Peter BurdinBy Peter Burdin|February 2, 2021|7 Minutes|In AfCFTA

AfCFTA

TRADING PLACES.

Former BBC Editor for Africa Peter Burdin – a veteran of scores long sweltering queues at African border posts - takes a sideways look at the prospects for increased continental trade.

We used to laugh at Nigerian billionaire entrepreneur Aliko Dangote.

We couldn’t believe it when he told his much-loved anecdote about how he needed thirty-eight visas to travel around Africa. We in the UK Press were the lucky ones – we could travel to far more places on the continent than him armed only with a well-thumbed European Union passport and, if really necessary, a tatty dog-eared Yellow Fever card for dealing with the more stern-faced officials.

The thought of one of Africa’s richest men and most successful entrepreneurs having to apply for thirty-eight visas to develop his multinational business empire which employs more than thirty thousand people and earns around $4 billion a year seemed incredible.

In many ways it confirmed how far Africa had to go to unleash its economic muscle across the continent, and was a stark reminder of all the impediments African business leaders had to overcome to succeed.

We all remember hours stuck at border posts queuing behind lines of trucks on blistering hot days, with the smell of decaying fruit and vegetables slowly roasting in the heat of the sun as officials checked paperwork and customs forms.

Beit Bridge on the border between South Africa and Zimbabwe is one of Africa’s busiest crossing points with around 200,000 people and more than 3,000 trucks passing through it each week. It’s very difficult to find water, there’s no sanitation, and at busy times it can take hours to cross.

It’s not just officials and bureaucrats who clog up the system, Beit Bridge was never designed to cope with this amount of traffic. It’s not simply a border crossing for Zimbabweans and South Africans but it also used by traders trying to get to Zambia, Tanzania and Malawi. And inevitably in Africa there are always some Nigerians and Congolese who are trading their wares from market to market.

A friend of mine once told me that even as a Zimbabwean trying to return home it once took her four days to cross.

Even when you get through there can be further delays. Zimbabwe’s roads are in a poor state so the road ahead can be blocked with broken down lorries with flat tyres or other mechanical failures caused by the rough terrain and pot-holes.

Some truckers say their journey from South Africa’s commercial capital Joburg to Harare in Zimbabwe can take anything up to twenty-four hours.

Further north I remember once having the romantic idea of taking a mini-bus taxi from Arusha where I’d been attending an African Development Bank annual meeting to Nairobi. It was a pleasant experience travelling through northern Tanzania, until we arrived at the Kenyan border — papers, passports, no bribes, mercifully, but long delays sitting under a burning sun with no shade, nor water.

While we suffered,  the Masai traders profited with women crowding round our minibus selling their bracelets and jewellery. It was an impressive demonstration of African enterprise, making the best of a frustrating experience.

West Africa is also not immune from border blockage. According to the Improved Road Transport Governance Initiative the Abidjan- Bamako corridor has the highest number of checkpoints and levels of bribery. A lorry driver moving along the West African corridors can expect significant delays, from 18 to 29 minutes per hundred kilometres as police and customs officials check their goods and vehicles. This equates to around seven hours of delays per trip.

Likewise, a truck transporting goods on the Koutiala-Dakar corridor between Mali and Senegal has to pass through close to a hundred checkpoints and border posts. That’s a real barrier to any traders seeking to transport perishable agricultural products. Value-chain crops like maize and rice and livestock can only deteriorate if their transport is delayed by time-consuming checkpoints.

No wonder intra-Africa trade has traditionally been so low compared to other regions. At the launch of the African Continental Free Trade Area intra-Africa trade stood at around 16%, far below trade with Asia, the Americas or Europe. That’s why this new Africa trading block is so important and why people feel it can only have a transformative impact on Africa’s trading prospects.

And then there are Mr Dangote’s visas. A one-month visa to Ivory Coast is $125, Burkina Faso. Togo and Benin all charge anything between $60 and $120. I can’t remember the price of a Nigerian visa but recall that it usually involved popping round to the local Embassy with a bottle of Baileys or some similar inducement.

Now intra-Africa trade is designed to liberate those blockages as the AfCFTA sets about developing the world’s biggest free trade area.

In many ways we’re trading places. While Africa is getting its free trade act together we in the UK have decided to quit the EU, the world’s richest single market.

Now, its not Beit Bridge but Dover and Kent -the so-called garden of England- where the lorries will queue up in massive car parks waiting to have paperwork checked and to receive the approval and permissions to cross the Channel to the world’s richest single market in Europe.

It seems Mr Dangote has the last laugh after all.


> **Problem description**
Each line in the entries below that holds the string "bounding" is to be listed.

(Stored entries)

_____

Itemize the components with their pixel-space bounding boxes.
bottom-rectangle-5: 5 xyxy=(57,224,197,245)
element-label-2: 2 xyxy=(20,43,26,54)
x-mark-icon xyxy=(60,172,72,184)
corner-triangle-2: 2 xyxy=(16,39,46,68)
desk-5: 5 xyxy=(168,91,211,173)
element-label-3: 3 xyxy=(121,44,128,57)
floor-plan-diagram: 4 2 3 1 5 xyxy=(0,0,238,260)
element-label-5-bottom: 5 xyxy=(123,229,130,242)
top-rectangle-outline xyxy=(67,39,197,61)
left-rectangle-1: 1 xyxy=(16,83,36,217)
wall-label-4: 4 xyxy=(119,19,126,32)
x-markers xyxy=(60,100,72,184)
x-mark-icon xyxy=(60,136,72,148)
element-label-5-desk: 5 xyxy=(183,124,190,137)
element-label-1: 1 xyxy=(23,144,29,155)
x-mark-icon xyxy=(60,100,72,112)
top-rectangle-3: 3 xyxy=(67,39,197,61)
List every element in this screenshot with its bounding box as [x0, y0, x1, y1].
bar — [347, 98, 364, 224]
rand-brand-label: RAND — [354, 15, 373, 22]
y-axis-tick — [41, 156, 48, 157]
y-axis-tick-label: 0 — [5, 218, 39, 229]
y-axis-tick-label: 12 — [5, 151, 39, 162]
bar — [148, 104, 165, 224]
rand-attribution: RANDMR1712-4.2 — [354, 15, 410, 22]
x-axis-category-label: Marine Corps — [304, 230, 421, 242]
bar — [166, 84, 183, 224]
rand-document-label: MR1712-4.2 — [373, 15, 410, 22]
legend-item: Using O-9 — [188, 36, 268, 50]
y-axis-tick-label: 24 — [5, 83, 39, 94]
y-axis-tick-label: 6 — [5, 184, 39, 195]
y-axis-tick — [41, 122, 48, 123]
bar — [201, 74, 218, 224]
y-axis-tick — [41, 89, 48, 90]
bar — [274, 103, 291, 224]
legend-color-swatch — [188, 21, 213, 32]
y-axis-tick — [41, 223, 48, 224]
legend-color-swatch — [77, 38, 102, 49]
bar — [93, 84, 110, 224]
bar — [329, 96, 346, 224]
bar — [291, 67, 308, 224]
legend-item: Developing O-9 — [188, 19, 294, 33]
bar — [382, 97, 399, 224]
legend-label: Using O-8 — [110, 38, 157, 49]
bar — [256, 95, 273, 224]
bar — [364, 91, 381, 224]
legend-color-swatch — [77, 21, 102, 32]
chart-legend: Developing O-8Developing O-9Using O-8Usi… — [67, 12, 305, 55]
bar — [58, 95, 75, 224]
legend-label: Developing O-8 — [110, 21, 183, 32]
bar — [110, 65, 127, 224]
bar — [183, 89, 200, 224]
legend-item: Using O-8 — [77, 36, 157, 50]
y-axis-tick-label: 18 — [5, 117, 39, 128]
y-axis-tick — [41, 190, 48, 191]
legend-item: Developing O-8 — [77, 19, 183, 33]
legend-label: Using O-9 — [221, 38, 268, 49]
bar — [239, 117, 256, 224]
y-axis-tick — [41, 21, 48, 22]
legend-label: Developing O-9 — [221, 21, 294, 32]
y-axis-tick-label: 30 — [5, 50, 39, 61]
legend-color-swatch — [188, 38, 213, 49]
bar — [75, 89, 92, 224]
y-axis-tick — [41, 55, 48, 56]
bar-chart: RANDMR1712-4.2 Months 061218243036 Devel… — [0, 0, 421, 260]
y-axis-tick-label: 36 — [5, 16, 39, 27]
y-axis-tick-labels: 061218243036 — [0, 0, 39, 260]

_____

> **Completed exercise**
Itemize the components with their pixel-space bounding boxes.
List every element in this screenshot with its bounding box as [x0, y0, x1, y1].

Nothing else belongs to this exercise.